In the black-and-white paved foyer the Countess handed off her cloak to a maid, and headed left, toward the library.

“You’ll excuse me, Mark. I’m going to call ImpMil.”

She looked so tired. “Surely they’d have called you, ma’am, if there was any change in the Count’s condition.”

“I’m going to call ImpMil,” she said flatly. Her eyes were puffy slits. “Go to bed, Mark.”

He didn’t argue with her. He trudged wearily up the stairs to his bedroom corridor.

He paused outside the door to his room. It was very late at night. The hallway was deserted. The silence of the great house pressed on his ears. On an impulse, he turned back and stepped down the hall to Miles’s room. There he paused again. In all his weeks on Barrayar, he had not ventured in here. He had not been invited. He tried the antique knob. The door was not locked.

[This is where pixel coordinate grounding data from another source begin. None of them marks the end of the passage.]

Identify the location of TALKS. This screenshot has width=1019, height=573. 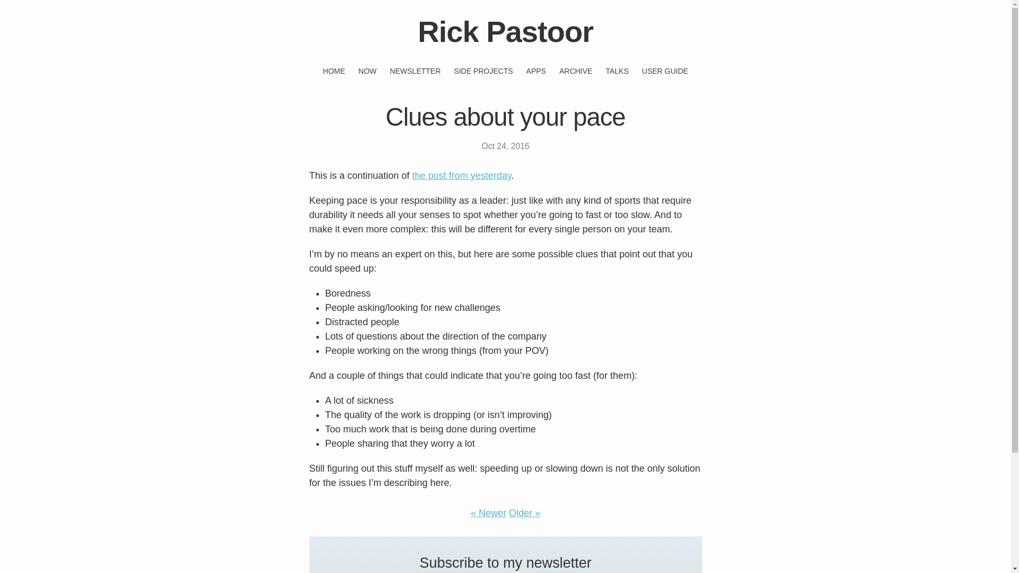
(617, 71).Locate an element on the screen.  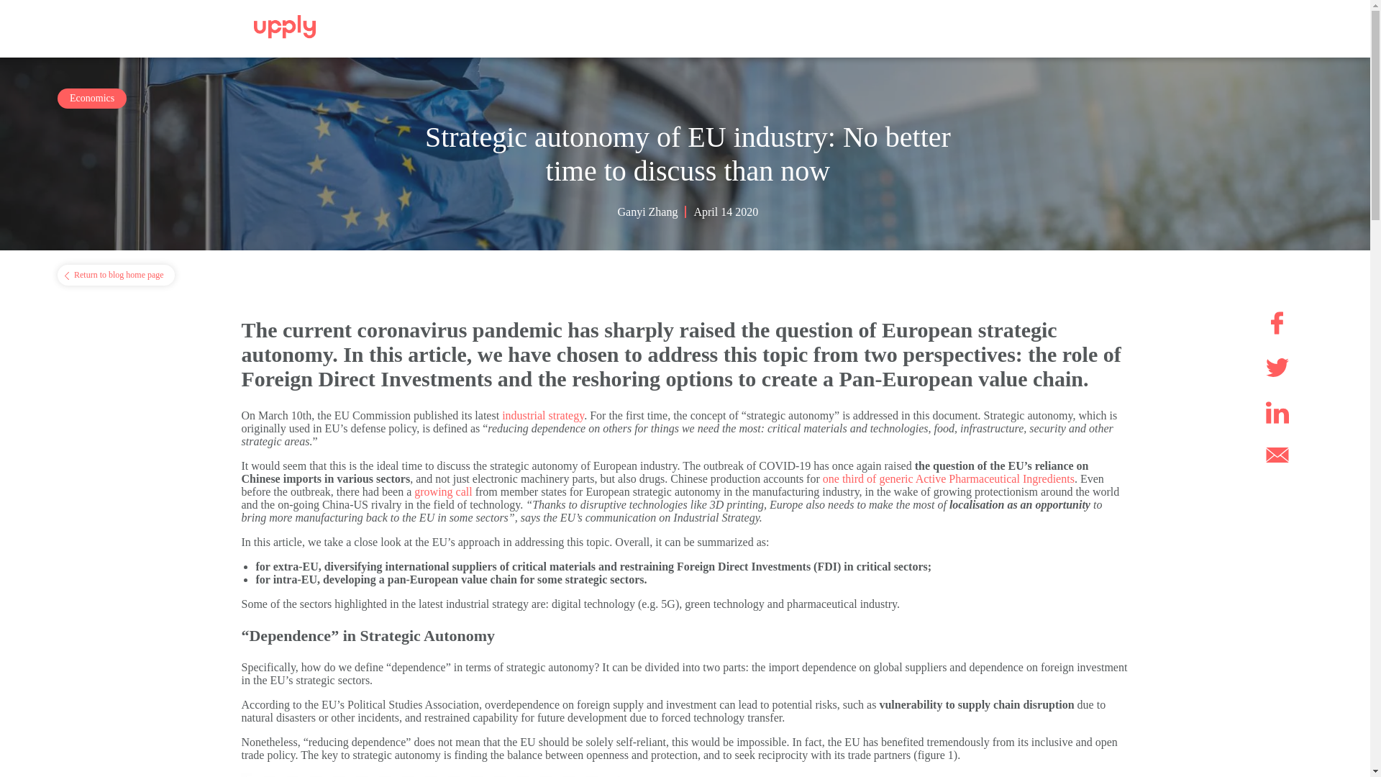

Hesitantly, he entered, and keyed up the lights with a word. It was a spacious bedchamber, given the limits of the house’s old architecture. An adjoining antechamber once meant for personal servants had long ago been converted to a private bathroom. At first glance the room seemed almost stripped, bare and neat and clean. All the clutter of childhood must have been boxed and put away in an attic, in some spasm of maturity. He suspected Vorkosigan House’s attics were astonishing.

Yet a trace of the owner’s personality remained. He walked slowly around the room, hands in his pockets like a patron at a museum.

Reasonably enough, the few mementos that had been retained tended heavily to reminders of successes. Miles’s diploma from the Imperial Service Academy, and his officer’s commission, were normal enough, though Mark wondered why a battered old Service issue weather manual was also framed and placed exactly between them. A box of old gymkhana awards going back to youth looked like they might be heading for an attic very soon. Half a wall was devoted to a massive book-disk and vid collection, thousands of titles. How many had Miles actually read? Curious, he took the hand-viewer off its hook on the wall nearby, and tried three disks at random. All had at least a few notes or glosses entered in the margin-boxes, tracks of Miles’s thought. Mark gave up the survey, and passed on.

One object he knew personally; a cloissone-hilted dagger, which Miles had inherited from old General Piotr. He dared to take it down and test its heft and edge. So when in the past two years had Miles stopped carting it around, and sensibly began leaving it safely at home? He replaced it carefully on the shelf in its sheath.

One wall-hanging was ironic, personal, and obvious: an old metal leg-brace, crossed, military-museum fashion, with a Vor sword. Half-joke, half-defiance. Both obsolete. A cheap photonic reproduction of a page from an ancient book was matted and mounted in a wildly expensive silver frame. The text was all out of context, but appeared to be some sort of pre-Jump religious gibberish, all about pilgrims, and a hill, and a city in the clouds. Mark wasn’t sure what that was all about; nobody had ever accused Miles of being the religious type. Yet it was clearly important to him.

Some of these things aren’t prizes, Mark realized. They are lessons.

A holovid portfolio box rested on the bedside table. Mark sat down, and activated it. He expected Elli Quinn’s face, but the first videoportrait to come up was of a tall, glowering, extraordinarily ugly man in Vorkosigan Armsmen’s livery. Sergeant Bothari, Elena’s father. He keyed through the contents. Quinn was next, then Bothari-Jesek. His parents, of course. Miles’s horse, Ivan, Gregor: after that, a parade of faces and forms. He keyed through faster and faster, not recognizing even a third of the people. After the fiftieth face, he stopped clicking.

He rubbed his face wearily. He’s not a man, he’s a mob. Right. He sat bent and aching, face in his hands, elbows on his knees. No. I am not Miles.